This is what I think of as a typical Berkeley house of the type I particularly like. Note the lapped siding, painted simply, with some sort of faux-corinthian decoration, bay window, small porch with somewhat overgrown bougainvillea - all of this is quite typical of the older homes of the area. I'm wondering if these kinds of houses are rentals to students, perhaps graduate students, as they have a certain 'unlived-in' look; they often look almost abandoned. The fence in front is not typical of Berkeley, but home-made fences are not uncommon. Note also, please, the branches of a large spreading tree arching over the street and house in the upper left-hand corner of the picture. Large trees lining the streets and overgrown shrubbery are also typical of Berkeley, and this look hasn't changed much since I first moved here thirty years ago.
This type of housing perhaps led me to believe that Berkeley was going to be a place of personal reflection and intimate conversation, but it hasn't turned out to be that, at least not as much as I expected it to be. Or perhaps it's simply the case that I haven't located as many connections at that level as I expected to. I think, though, that the real explanation is that Berkeley is such a transient place. People come here to study, usually with the specificgoal of advancing their careers. They may be here for ten years, studying, but then they leave. I've met many very ambitious people while I've lived here. And while they are here, they are busy thinking, talking, reading, writing about whatever subject they are studying, and perhaps leading some sort of personal life among their own colleagues and friends. More often people are here for shorter periods of time, a year, two or four. Sometimes I think Berkeley represents something new, intense or different for folks, so people are coming here for novelty, not for greater intimacy.
I've always been a journaller. Hence the appeal of the weblog. People who keep journals, who engage in spiritual practices such as meditation, contemplative prayer and so on, are interested in relationships of intimacy - with nature, with themselves, with 'God' or some spiritual dimension of life, with other people. Most of the friendships I've enjoyed here over the years - often with people who are now gone away from the area - included a great deal of conversation, one of my favorite things in life, and often some degree of spiritual orientation and exploration. I shouldn't make it sound like there has been 'no conversation' here for me, because that would be a huge lie. I've had some of the best conversations of my life here in Berkeley. I've also been alone here enough to have had some very interesting conversations with myself, with various books, with flowers, animals and so forth.
I came here from philadelphia, a place I experienced as having a high intimacy-quotient. Friendship and sharing seemed to hold a high value there, probably not unexpectedly given it was founded by the Society of Friends . Maybe I thought that kind of valuation was going to be common throughout the world. We almost always make the assumption that the values we take for granted are somehow universal. But I haven't really found the same value system here in Berkeley. There used to be a very strong radical political orientation here, and while I have watched that change over the years, I would say that people's consciousness here is still very much ideological, although the ideologies have changed since the 1970's. I would imagine that these ideologies bring people together so that they share on a personal, reflective level around those ideologies. That's been true for me, too, as I've moved through the different stages of my own spiritual odyssey. There has to be some organizing principle that brings people together. maybe the organizing principle for me in philadelphia was that we were all from philadelphia, were doing very well in school, and it was, after all, an 'epoch' in time, the vietnam war era. the organizing principles for me here in Berkeley have been different, mostly arranged around education, spiritual orientation, and personal preferences, like enjoying walks in the hills and writing.
anyway, i've enjoyed the novelty and intensity of this area, too. For me the novelty was the discovery of nature in the west, and the intensity is part of the weather and climate here. Part of the terrain. And part of my experiences too: intense personal and spiritual experiences.
I do love it here, but I sometimes get tired of feeling like a stranger. I'm a stranger among strangers, as far as I can tell, and I suppose that is some kind of commonality after all. What I know is, that the building pictured above calls me, draws me to solitude, reflection, mesmerization by roses, tea and conversation, pillows near the window with a book. Yeah, Berkeley. It's been beautiful to me.
So, what have I learned by writing this post? I've learned that even though I thought I was perhaps somewhat out of step with Berkeley, because of my penchant for solitude, my not belonging to the more popular ideological movements (for example, while I read Buddhist texts and did some buddhist practice back in the early 1980's, I haven't 'espoused' a buddhist path despite the popularity of buddhism in berkeley today; when feminism was happening, I was a married feminist, a supposed anomaly, did not long for a career, etc etc; am not developed as an artist, etc), it has turned out that I am more in synch than I realized, since my life here has been characterized by novelty and intensity. I've enjoyed solitude and yet had many opportunities for the kinds of conversation I have desired: intimate, personal, spiritual and contemplative.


◆ Work to be completed: Find every line below with the word "bottom" in it, and copy each one.

[Excerpts from a figure dataset]
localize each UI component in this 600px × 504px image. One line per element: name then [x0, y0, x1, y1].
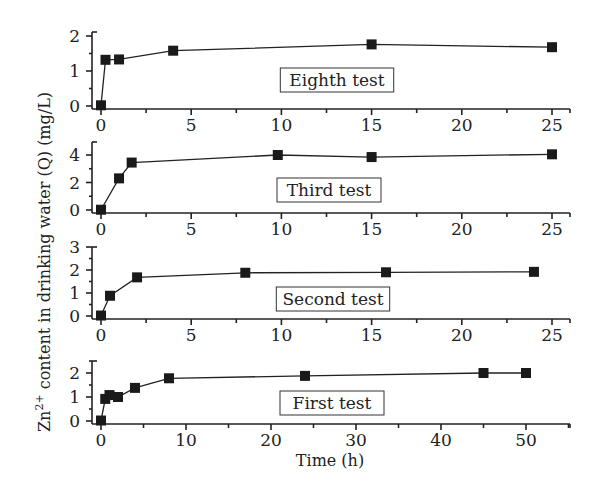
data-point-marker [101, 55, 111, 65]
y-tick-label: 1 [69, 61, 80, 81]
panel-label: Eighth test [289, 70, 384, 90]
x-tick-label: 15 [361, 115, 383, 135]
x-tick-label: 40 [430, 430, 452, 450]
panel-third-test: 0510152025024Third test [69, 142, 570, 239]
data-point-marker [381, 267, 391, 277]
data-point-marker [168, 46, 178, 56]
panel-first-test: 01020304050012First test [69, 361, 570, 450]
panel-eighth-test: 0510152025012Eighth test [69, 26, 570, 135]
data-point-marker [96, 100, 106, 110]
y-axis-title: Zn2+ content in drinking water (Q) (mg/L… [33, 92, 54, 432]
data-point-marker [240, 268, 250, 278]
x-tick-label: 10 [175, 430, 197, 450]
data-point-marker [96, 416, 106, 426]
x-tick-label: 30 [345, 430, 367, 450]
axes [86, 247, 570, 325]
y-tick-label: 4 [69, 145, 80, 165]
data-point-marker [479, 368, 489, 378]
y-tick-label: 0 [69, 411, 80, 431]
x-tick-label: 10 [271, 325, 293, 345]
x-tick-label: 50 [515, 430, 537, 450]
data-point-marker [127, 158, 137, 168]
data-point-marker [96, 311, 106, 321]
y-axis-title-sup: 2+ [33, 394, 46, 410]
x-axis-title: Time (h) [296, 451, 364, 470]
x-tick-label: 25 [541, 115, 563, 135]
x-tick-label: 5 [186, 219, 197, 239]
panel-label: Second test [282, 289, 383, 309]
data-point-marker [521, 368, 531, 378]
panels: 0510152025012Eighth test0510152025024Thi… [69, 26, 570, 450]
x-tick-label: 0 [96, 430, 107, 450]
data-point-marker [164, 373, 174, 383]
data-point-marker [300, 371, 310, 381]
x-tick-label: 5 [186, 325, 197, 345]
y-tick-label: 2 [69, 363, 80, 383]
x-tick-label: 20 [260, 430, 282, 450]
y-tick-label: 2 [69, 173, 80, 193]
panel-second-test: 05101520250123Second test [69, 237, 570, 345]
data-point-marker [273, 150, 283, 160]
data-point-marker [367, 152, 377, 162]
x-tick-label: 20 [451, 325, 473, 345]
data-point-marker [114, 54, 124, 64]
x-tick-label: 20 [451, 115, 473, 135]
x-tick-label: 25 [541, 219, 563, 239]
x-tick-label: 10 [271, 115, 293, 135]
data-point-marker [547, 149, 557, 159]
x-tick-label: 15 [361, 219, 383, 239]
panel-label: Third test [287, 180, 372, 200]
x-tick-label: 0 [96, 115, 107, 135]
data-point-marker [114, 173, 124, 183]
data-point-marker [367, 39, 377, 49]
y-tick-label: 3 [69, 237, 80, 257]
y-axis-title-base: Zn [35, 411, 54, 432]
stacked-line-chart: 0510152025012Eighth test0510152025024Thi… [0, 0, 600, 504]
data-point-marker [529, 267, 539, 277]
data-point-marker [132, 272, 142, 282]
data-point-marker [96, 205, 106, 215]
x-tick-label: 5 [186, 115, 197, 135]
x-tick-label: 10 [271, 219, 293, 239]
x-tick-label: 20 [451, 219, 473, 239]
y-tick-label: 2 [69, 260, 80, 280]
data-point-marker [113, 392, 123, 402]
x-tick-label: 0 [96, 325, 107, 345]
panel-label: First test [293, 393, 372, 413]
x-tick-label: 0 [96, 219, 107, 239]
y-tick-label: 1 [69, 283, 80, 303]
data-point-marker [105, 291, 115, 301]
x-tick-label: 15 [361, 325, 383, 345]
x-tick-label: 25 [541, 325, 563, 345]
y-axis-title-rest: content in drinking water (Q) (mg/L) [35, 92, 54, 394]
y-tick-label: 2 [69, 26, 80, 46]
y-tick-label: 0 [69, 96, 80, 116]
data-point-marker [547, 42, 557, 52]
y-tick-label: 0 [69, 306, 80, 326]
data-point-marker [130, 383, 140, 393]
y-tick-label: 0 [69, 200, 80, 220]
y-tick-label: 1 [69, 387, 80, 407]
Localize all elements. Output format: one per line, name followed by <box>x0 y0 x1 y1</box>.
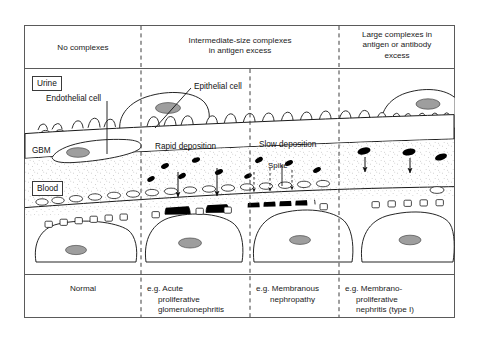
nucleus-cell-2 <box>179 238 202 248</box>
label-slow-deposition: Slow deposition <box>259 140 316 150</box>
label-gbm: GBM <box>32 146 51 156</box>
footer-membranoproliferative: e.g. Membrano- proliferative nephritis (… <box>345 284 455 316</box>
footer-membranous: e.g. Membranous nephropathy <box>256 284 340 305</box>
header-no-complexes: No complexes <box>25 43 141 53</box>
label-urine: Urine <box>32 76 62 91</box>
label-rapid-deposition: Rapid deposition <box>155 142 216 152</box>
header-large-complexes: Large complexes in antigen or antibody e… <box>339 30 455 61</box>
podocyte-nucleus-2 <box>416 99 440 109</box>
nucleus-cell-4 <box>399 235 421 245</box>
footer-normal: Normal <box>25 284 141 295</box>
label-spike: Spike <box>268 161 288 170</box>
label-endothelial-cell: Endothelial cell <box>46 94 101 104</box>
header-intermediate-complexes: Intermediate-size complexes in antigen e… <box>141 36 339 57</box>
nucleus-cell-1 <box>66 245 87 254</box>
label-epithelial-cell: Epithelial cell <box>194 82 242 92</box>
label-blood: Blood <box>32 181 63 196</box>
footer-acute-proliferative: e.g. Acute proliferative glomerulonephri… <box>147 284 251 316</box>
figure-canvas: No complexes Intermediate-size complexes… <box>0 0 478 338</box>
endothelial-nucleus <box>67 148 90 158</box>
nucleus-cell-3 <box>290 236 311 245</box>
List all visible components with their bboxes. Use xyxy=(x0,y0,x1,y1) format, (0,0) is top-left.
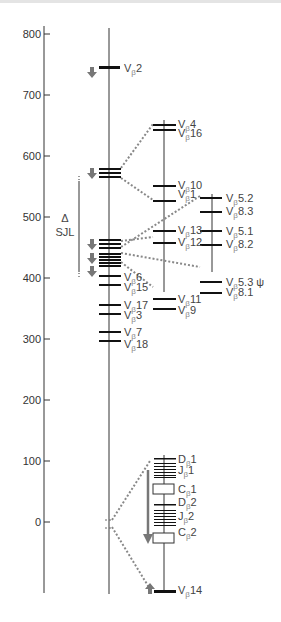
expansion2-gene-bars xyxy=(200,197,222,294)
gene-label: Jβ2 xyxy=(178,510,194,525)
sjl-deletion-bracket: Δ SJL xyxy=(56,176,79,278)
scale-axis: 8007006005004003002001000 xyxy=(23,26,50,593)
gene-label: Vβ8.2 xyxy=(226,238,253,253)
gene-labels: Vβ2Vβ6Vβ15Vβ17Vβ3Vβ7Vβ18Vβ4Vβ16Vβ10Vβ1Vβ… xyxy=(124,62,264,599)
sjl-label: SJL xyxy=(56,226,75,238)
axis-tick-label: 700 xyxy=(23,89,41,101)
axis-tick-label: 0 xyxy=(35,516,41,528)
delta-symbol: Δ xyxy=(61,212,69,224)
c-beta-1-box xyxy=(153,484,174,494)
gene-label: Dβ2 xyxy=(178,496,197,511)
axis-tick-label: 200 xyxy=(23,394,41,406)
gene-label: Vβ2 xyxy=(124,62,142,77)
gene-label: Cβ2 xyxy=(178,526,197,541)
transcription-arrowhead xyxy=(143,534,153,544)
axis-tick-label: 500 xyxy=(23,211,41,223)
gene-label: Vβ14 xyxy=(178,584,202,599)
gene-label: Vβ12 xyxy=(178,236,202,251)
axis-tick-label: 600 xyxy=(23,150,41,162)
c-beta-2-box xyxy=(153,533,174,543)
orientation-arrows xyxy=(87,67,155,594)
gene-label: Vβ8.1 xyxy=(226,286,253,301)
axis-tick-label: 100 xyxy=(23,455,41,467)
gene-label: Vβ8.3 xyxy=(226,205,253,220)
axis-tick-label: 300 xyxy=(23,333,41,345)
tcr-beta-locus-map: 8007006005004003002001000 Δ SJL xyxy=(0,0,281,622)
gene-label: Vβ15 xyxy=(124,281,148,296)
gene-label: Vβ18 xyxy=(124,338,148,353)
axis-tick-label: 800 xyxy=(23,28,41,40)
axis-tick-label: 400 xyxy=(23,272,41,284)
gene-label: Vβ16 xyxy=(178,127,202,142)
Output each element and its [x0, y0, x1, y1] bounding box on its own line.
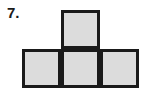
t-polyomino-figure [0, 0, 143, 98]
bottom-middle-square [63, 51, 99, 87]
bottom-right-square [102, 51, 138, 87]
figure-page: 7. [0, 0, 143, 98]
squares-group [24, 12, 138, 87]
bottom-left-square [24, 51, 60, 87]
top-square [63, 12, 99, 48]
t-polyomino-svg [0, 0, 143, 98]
---
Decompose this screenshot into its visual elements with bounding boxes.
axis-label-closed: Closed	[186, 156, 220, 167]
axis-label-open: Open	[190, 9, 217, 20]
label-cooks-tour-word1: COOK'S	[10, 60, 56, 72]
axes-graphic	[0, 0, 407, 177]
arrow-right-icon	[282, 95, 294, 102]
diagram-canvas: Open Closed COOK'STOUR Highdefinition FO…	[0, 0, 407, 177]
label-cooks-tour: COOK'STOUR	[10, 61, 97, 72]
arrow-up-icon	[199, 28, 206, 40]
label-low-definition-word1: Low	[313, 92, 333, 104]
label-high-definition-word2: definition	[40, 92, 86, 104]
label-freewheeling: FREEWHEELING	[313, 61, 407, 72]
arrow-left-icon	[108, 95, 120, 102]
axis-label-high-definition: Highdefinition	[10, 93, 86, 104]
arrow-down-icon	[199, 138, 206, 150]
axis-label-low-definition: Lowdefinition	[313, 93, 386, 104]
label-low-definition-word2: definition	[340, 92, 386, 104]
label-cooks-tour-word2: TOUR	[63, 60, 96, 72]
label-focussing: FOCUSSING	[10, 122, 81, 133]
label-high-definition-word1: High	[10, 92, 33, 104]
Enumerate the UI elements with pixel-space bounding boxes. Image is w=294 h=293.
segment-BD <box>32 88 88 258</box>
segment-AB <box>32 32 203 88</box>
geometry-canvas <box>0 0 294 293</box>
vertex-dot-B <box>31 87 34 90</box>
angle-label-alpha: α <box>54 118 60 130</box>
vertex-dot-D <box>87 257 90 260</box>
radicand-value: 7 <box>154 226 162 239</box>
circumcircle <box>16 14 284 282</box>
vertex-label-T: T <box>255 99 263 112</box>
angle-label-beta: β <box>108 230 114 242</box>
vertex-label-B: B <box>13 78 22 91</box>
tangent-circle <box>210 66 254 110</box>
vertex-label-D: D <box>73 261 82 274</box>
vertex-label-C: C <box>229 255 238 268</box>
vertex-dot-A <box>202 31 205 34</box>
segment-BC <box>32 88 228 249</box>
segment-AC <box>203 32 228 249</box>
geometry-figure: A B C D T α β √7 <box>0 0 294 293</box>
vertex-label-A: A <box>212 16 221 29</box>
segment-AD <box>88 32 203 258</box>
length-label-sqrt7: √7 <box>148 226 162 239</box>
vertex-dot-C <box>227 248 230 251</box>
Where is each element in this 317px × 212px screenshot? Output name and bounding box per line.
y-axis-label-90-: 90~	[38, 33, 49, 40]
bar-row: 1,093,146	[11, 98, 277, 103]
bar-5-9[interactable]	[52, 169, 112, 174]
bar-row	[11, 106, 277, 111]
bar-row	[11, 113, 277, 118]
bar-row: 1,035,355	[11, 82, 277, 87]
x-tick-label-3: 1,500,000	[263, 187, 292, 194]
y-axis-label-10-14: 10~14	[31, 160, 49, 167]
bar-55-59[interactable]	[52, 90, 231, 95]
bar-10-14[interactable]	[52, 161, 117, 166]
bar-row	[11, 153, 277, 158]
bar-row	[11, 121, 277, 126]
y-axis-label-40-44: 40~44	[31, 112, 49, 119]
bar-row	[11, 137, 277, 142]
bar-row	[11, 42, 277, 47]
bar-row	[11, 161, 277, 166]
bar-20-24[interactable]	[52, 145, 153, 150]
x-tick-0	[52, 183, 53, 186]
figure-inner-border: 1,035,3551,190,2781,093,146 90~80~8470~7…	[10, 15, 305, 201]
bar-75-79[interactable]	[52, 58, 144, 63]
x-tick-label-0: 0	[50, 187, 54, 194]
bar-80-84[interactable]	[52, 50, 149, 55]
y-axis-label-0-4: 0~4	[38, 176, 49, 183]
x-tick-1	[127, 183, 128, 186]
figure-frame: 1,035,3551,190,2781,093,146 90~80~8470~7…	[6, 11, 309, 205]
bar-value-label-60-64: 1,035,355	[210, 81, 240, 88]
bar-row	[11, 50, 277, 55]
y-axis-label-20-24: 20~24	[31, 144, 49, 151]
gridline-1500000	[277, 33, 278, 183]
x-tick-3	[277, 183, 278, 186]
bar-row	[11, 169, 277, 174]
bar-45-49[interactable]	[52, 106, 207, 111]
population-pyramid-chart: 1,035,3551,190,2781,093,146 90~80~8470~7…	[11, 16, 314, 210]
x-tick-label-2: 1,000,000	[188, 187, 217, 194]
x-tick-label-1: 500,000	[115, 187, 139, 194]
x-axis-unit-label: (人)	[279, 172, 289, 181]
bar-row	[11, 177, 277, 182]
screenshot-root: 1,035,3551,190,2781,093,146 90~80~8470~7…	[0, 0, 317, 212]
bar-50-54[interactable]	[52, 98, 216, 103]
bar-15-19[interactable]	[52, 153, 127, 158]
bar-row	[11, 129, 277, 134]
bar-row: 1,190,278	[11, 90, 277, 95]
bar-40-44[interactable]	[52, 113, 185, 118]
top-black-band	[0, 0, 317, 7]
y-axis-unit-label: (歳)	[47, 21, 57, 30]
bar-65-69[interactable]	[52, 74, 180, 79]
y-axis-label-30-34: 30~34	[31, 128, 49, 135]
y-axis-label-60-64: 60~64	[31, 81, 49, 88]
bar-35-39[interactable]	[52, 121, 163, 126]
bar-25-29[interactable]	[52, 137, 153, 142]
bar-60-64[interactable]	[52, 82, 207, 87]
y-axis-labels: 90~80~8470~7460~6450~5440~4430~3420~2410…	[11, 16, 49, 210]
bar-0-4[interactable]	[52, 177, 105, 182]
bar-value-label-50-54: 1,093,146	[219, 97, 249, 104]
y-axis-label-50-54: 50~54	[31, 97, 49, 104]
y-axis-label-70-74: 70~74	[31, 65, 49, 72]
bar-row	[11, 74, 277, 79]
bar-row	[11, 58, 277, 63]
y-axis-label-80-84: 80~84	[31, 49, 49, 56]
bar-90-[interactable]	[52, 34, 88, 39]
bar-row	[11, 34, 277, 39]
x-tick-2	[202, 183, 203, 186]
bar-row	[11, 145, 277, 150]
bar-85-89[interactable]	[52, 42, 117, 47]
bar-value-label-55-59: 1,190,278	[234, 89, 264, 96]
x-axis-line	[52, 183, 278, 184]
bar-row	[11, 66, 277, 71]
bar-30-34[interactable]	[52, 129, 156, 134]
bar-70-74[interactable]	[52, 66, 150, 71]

◆ Problem solution:
bottom-middle-square [63, 51, 99, 87]
bottom-right-square [102, 51, 138, 87]
bottom-left-square [24, 51, 60, 87]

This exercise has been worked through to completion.